Like a Band-Aid. For your vagina
Posted Tue January 17, 2012 | 5 Comments
I scramble down the steps, feeling my way against the blue black shadow walls, picture frames swaying and little puffs of moonlit dust reminding me to clean.
She’s screaming.
I push open her bedroom door and stumble inside. She’s a shapeless mess in the bed.
“Daddy,” she cries, “Daddy I can’t stay here. I can’t. I need to sleep with you guys.”

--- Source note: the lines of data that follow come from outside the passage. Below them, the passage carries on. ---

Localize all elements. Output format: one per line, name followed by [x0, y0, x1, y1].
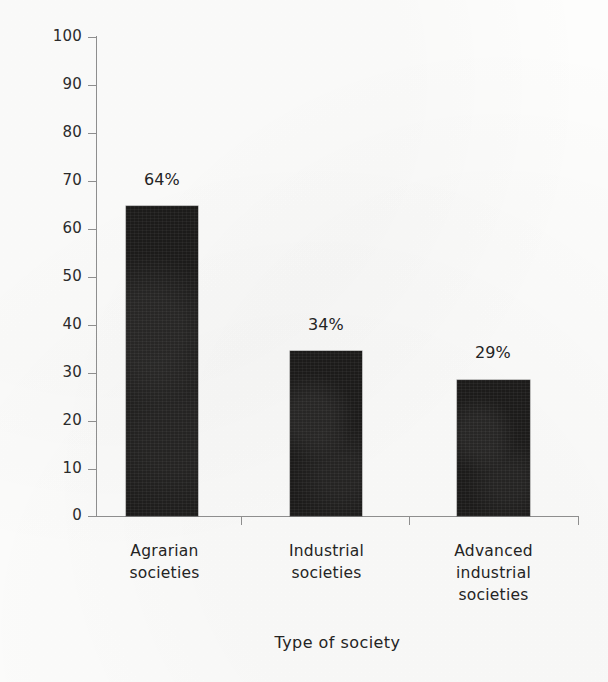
category-label-line: Advanced — [421, 540, 566, 562]
y-axis-tick-label: 60 — [36, 221, 82, 236]
x-axis-tick — [578, 516, 579, 525]
y-axis-tick-label: 90 — [36, 77, 82, 92]
y-axis-tick-label-text: 40 — [42, 317, 82, 332]
y-axis-tick-label-text: 50 — [42, 269, 82, 284]
y-axis-tick-label-text: 20 — [42, 413, 82, 428]
y-axis-tick-label-text: 0 — [42, 508, 82, 523]
x-axis-title: Type of society — [96, 634, 579, 652]
y-axis-tick — [88, 277, 96, 278]
y-axis-tick-label: 20 — [36, 413, 82, 428]
y-axis-tick — [88, 37, 96, 38]
y-axis-tick — [88, 421, 96, 422]
y-axis-tick — [88, 229, 96, 230]
x-axis-line — [96, 516, 579, 517]
y-axis-tick-label-text: 30 — [42, 365, 82, 380]
x-axis-tick — [241, 516, 242, 525]
y-axis-tick-label: 70 — [36, 173, 82, 188]
y-axis-tick — [88, 133, 96, 134]
y-axis-tick-label-text: 70 — [42, 173, 82, 188]
y-axis-tick — [88, 469, 96, 470]
bar-advanced-industrial-societies — [457, 380, 530, 516]
x-axis-tick — [409, 516, 410, 525]
bar-value-label-industrial: 34% — [276, 317, 376, 333]
y-axis-tick — [88, 373, 96, 374]
y-axis-tick-label-text: 80 — [42, 125, 82, 140]
y-axis-tick — [88, 181, 96, 182]
y-axis-tick-label: 0 — [36, 508, 82, 523]
bar-chart-figure: 100 90 80 70 60 50 40 30 — [0, 0, 608, 682]
x-axis-category-label-industrial: Industrial societies — [254, 540, 399, 584]
category-label-line: societies — [92, 562, 237, 584]
category-label-line: societies — [421, 584, 566, 606]
y-axis-tick-label: 10 — [36, 461, 82, 476]
y-axis-tick — [88, 516, 96, 517]
x-axis-category-label-agrarian: Agrarian societies — [92, 540, 237, 584]
y-axis-tick-label-text: 10 — [42, 461, 82, 476]
category-label-line: industrial — [421, 562, 566, 584]
y-axis-tick-label: 40 — [36, 317, 82, 332]
bar-value-label-advanced-industrial: 29% — [443, 345, 543, 361]
plot-area: 100 90 80 70 60 50 40 30 — [0, 0, 608, 682]
y-axis-tick-label-text: 60 — [42, 221, 82, 236]
x-axis-category-label-advanced-industrial: Advanced industrial societies — [421, 540, 566, 606]
category-label-line: Industrial — [254, 540, 399, 562]
y-axis-tick-label: 50 — [36, 269, 82, 284]
y-axis-tick-label-text: 90 — [42, 77, 82, 92]
bar-agrarian-societies — [126, 206, 198, 516]
category-label-line: societies — [254, 562, 399, 584]
y-axis-tick — [88, 85, 96, 86]
bar-industrial-societies — [290, 351, 362, 516]
bar-value-label-agrarian: 64% — [112, 172, 212, 188]
y-axis-tick-label: 100 — [36, 29, 82, 44]
y-axis-line — [96, 36, 97, 517]
y-axis-tick — [88, 325, 96, 326]
y-axis-tick-label: 80 — [36, 125, 82, 140]
y-axis-tick-label-text: 100 — [42, 29, 82, 44]
y-axis-tick-label: 30 — [36, 365, 82, 380]
category-label-line: Agrarian — [92, 540, 237, 562]
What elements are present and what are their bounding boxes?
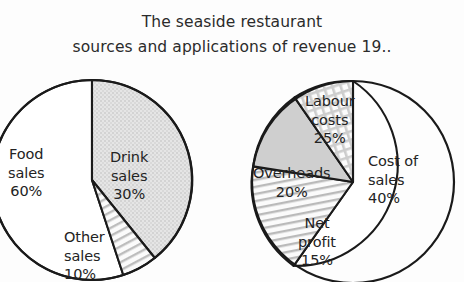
label-net-profit-line2: profit <box>298 233 336 252</box>
label-labour-costs: Labour costs 25% <box>305 92 355 148</box>
label-cost-of-sales-value: 40% <box>368 189 418 208</box>
figure-page: The seaside restaurant sources and appli… <box>0 0 464 282</box>
label-food-sales: Food sales 60% <box>8 145 44 201</box>
label-labour-costs-value: 25% <box>305 129 355 148</box>
label-food-sales-line2: sales <box>8 164 44 183</box>
label-overheads: Overheads 20% <box>253 164 330 201</box>
label-drink-sales-value: 30% <box>110 185 148 204</box>
label-food-sales-value: 60% <box>8 182 44 201</box>
label-overheads-line1: Overheads <box>253 164 330 183</box>
label-drink-sales-line2: sales <box>110 167 148 186</box>
label-other-sales-value: 10% <box>64 265 105 282</box>
label-net-profit: Net profit 15% <box>298 214 336 270</box>
label-net-profit-line1: Net <box>298 214 336 233</box>
label-cost-of-sales-line1: Cost of <box>368 152 418 171</box>
label-net-profit-value: 15% <box>298 251 336 270</box>
label-overheads-value: 20% <box>253 183 330 202</box>
label-drink-sales: Drink sales 30% <box>110 148 148 204</box>
label-drink-sales-line1: Drink <box>110 148 148 167</box>
label-other-sales: Other sales 10% <box>64 228 105 282</box>
label-other-sales-line2: sales <box>64 247 105 266</box>
label-other-sales-line1: Other <box>64 228 105 247</box>
label-labour-costs-line2: costs <box>305 111 355 130</box>
label-labour-costs-line1: Labour <box>305 92 355 111</box>
label-cost-of-sales-line2: sales <box>368 171 418 190</box>
label-cost-of-sales: Cost of sales 40% <box>368 152 418 208</box>
label-food-sales-line1: Food <box>8 145 44 164</box>
pie-charts-area: Food sales 60% Drink sales 30% Other sal… <box>0 0 464 282</box>
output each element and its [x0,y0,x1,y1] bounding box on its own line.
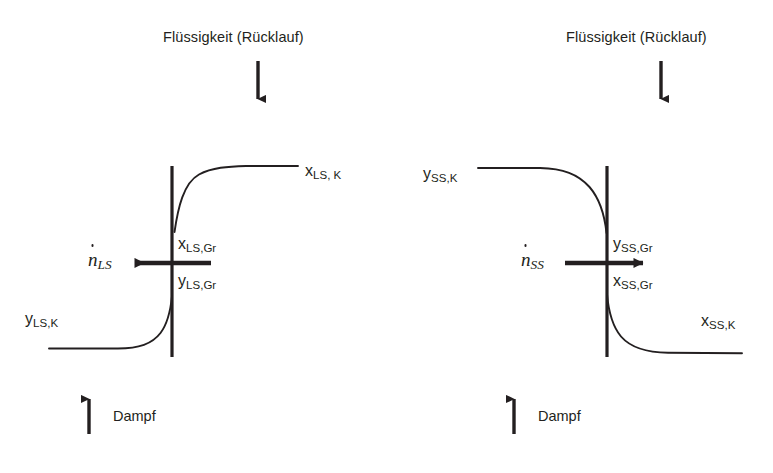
left-label-y-ls-gr: yLS,Gr [178,273,216,292]
right-label-y-ss-k-symbol: y [423,165,431,182]
right-vapour-profile-curve [478,168,607,233]
left-label-y-ls-k: yLS,K [25,311,58,330]
left-label-y-ls-gr-sub: LS,Gr [186,279,216,291]
left-label-y-ls-gr-symbol: y [178,272,186,289]
right-label-x-ss-k: xSS,K [701,313,735,332]
left-liquid-profile-curve [175,166,299,232]
left-label-y-ls-k-symbol: y [25,310,33,327]
left-molar-flow-symbol: n [88,250,98,269]
right-molar-flow-symbol: n [521,250,531,269]
left-label-x-ls-k-sub: LS, K [313,169,341,181]
right-molar-flow-sub: SS [531,257,544,272]
right-molar-flow-letter: n [521,249,531,270]
right-label-y-ss-gr: ySS,Gr [613,236,652,255]
right-label-y-ss-gr-symbol: y [613,235,621,252]
left-label-x-ls-gr-symbol: x [178,235,186,252]
right-label-y-ss-k: ySS,K [423,166,457,185]
left-label-molar-flow-ls: nLS [88,250,112,272]
time-derivative-dot-icon [524,244,527,247]
left-heading-liquid-reflux: Flüssigkeit (Rücklauf) [163,30,304,45]
right-panel-graphics [478,61,742,434]
right-label-molar-flow-ss: nSS [521,250,544,272]
left-label-dampf: Dampf [113,409,156,424]
right-label-x-ss-k-symbol: x [701,312,709,329]
right-label-y-ss-k-sub: SS,K [431,172,457,184]
left-panel-graphics [49,61,298,434]
right-label-x-ss-k-sub: SS,K [709,319,735,331]
right-label-y-ss-gr-sub: SS,Gr [621,242,652,254]
right-label-x-ss-gr-sub: SS,Gr [621,279,652,291]
right-heading-liquid-reflux: Flüssigkeit (Rücklauf) [566,30,707,45]
left-molar-flow-letter: n [88,249,98,270]
left-vapour-profile-curve [49,296,172,349]
right-label-dampf: Dampf [538,409,581,424]
time-derivative-dot-icon [91,244,94,247]
left-molar-flow-sub: LS [98,257,112,272]
left-label-x-ls-k-symbol: x [305,162,313,179]
left-label-x-ls-gr-sub: LS,Gr [186,242,216,254]
left-label-y-ls-k-sub: LS,K [33,317,58,329]
diagram-canvas [0,0,773,473]
left-label-x-ls-k: xLS, K [305,163,341,182]
right-label-x-ss-gr: xSS,Gr [613,273,652,292]
left-label-x-ls-gr: xLS,Gr [178,236,216,255]
right-label-x-ss-gr-symbol: x [613,272,621,289]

I can’t remember the last time she’s said this, if she’s ever said this. I pick her up and hold her close and together we knock against the picture frames and sneeze and slump into bed, where she spends the next few hours jabbing her elbows into my back and her feet into my ribs. How her knee winds up on my cornea I’ll never know, but I watch her sleep for a moment, calm again, safe and warm between the two of us.

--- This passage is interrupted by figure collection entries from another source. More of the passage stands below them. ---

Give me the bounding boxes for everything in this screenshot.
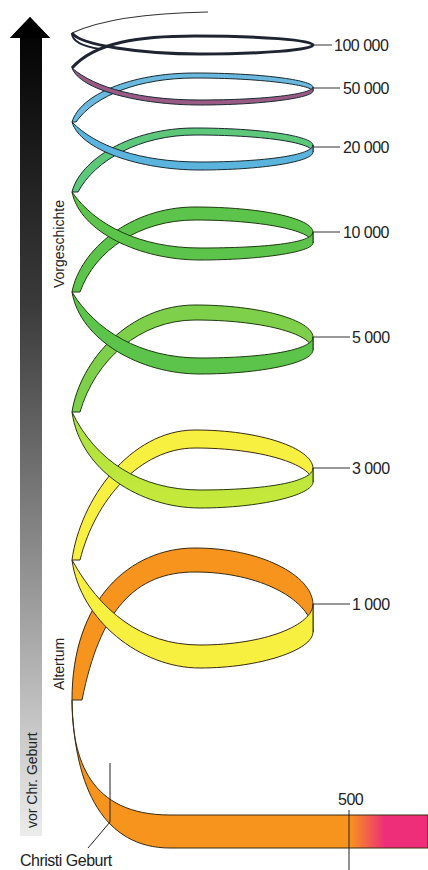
label-christi-geburt: Christi Geburt [20,852,113,869]
ring-50000 [72,68,313,122]
ring-100000 [72,12,313,68]
label-20000: 20 000 [343,139,390,156]
era-label-prehistory: Vorgeschichte [51,200,67,288]
ring-labels: 100 000 50 000 20 000 10 000 5 000 3 000… [313,37,390,613]
time-arrow [10,17,50,836]
ring-10000 [72,192,313,292]
base-band [72,700,428,848]
axis-label-before-christ: vor Chr. Geburt [24,732,40,828]
label-500: 500 [338,791,364,808]
label-10000: 10 000 [343,224,390,241]
ring-3000 [72,412,313,560]
label-50000: 50 000 [343,80,390,97]
label-5000: 5 000 [352,329,390,346]
spiral-timeline-diagram: vor Chr. Geburt Vorgeschichte Altertum [0,0,428,870]
ring-1000 [72,548,313,700]
era-label-antiquity: Altertum [51,638,67,690]
label-3000: 3 000 [352,460,390,477]
label-100000: 100 000 [334,37,389,54]
ring-5000 [72,292,313,412]
label-1000: 1 000 [352,596,390,613]
ring-20000 [72,122,313,192]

The whole story comes out the next day.
“I was actually having good dreams,” she explains, “But then I’d be walking along and all of a sudden this blobby ghost appears on the walls and its eyes … follow me. And all it says is “Hello. Hello. Hello.”"

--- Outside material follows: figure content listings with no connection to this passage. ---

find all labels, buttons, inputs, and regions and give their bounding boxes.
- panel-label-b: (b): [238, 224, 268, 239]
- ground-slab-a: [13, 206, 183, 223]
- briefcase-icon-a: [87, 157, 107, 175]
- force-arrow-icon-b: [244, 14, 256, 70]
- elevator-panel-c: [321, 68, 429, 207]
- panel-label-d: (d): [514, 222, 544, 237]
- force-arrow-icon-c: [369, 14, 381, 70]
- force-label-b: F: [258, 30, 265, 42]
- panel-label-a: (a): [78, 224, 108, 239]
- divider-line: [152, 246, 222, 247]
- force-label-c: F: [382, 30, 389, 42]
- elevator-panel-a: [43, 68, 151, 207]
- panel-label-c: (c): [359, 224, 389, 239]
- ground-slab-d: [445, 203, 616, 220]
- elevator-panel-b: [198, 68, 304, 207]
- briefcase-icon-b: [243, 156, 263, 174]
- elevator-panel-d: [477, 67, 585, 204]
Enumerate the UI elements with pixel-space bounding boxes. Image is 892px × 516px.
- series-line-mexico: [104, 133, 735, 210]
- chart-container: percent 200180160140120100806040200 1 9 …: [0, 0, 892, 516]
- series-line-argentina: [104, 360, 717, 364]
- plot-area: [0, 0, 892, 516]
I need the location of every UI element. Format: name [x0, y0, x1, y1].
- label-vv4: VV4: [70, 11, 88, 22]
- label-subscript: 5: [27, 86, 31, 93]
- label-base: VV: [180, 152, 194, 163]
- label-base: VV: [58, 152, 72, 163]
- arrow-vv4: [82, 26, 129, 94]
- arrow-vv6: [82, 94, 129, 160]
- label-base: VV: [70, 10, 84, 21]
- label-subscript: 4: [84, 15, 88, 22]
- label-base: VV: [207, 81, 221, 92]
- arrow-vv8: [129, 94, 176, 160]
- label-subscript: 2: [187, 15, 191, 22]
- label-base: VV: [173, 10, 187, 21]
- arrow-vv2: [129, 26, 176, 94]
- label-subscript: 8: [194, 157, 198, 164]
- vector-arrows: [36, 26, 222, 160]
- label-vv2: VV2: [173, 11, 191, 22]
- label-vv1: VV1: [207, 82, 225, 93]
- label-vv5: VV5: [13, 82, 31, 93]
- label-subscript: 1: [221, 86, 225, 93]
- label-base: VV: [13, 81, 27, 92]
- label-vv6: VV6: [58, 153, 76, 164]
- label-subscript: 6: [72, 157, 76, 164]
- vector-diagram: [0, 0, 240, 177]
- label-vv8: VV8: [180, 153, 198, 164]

She sleeps fine that night, but I lay awake for hours, scanning the walls for eerie blobs and listening to the howling mistrals outside.
“Hello,” they seem to whisper, “Hello, hello, hello.”
So I’m a wreck the next day — having spent one night with tiny knees pincushioning my body and the next lying there all night, scared of my child’s nightmares.
We go to the drugstore in the morning. Dana needs tampons. Emme and I pick them up and she asks what they are and why there are pearls on the box.
“So pretty,” she says, fingering the box, “Can I wear them?”
But the everyday intervenes and soon we’re scouring the store for dish soap and protein bars and in a sleepless fog I wonder if that isn’t Garcia Lorca by the watermelons.
Later, she spies them in the bathroom.
“So what are those for again?” she wants to know.
Dana has just hopped out of the shower and I hear her stop midway to the bedroom and inch her way back toward us, as if waiting for a really good show. I imagine her on the other side of the door, holding up a towel with one hand and covering her mouth with the other, maybe considering a quick trip to the kitchen for some popcorn and a coke.
“Well,” I begin, “They’re kind of like a Band-Aid. For your vagina.”
“For my vagina?”
“Uh huh, remember we talked about eggs and sperm and babies?”
I pause, wondering why her eyes are so big.
“You mean my vagina’s going to bleed?”
In retrospect, if someone had told me that my penis would one day, out of the blue, just start to bleed uncontrollably, I probably would start screaming, too.
I go to bed that night knowing that sleep is futile, that I’ll be up in just a few hours, feeling my way against the blue black walls and then battling again with tiny feet and sharp elbows.
“Ghosts,” I’ll chide myself, “She’s going to wish her nightmares were about ghosts.”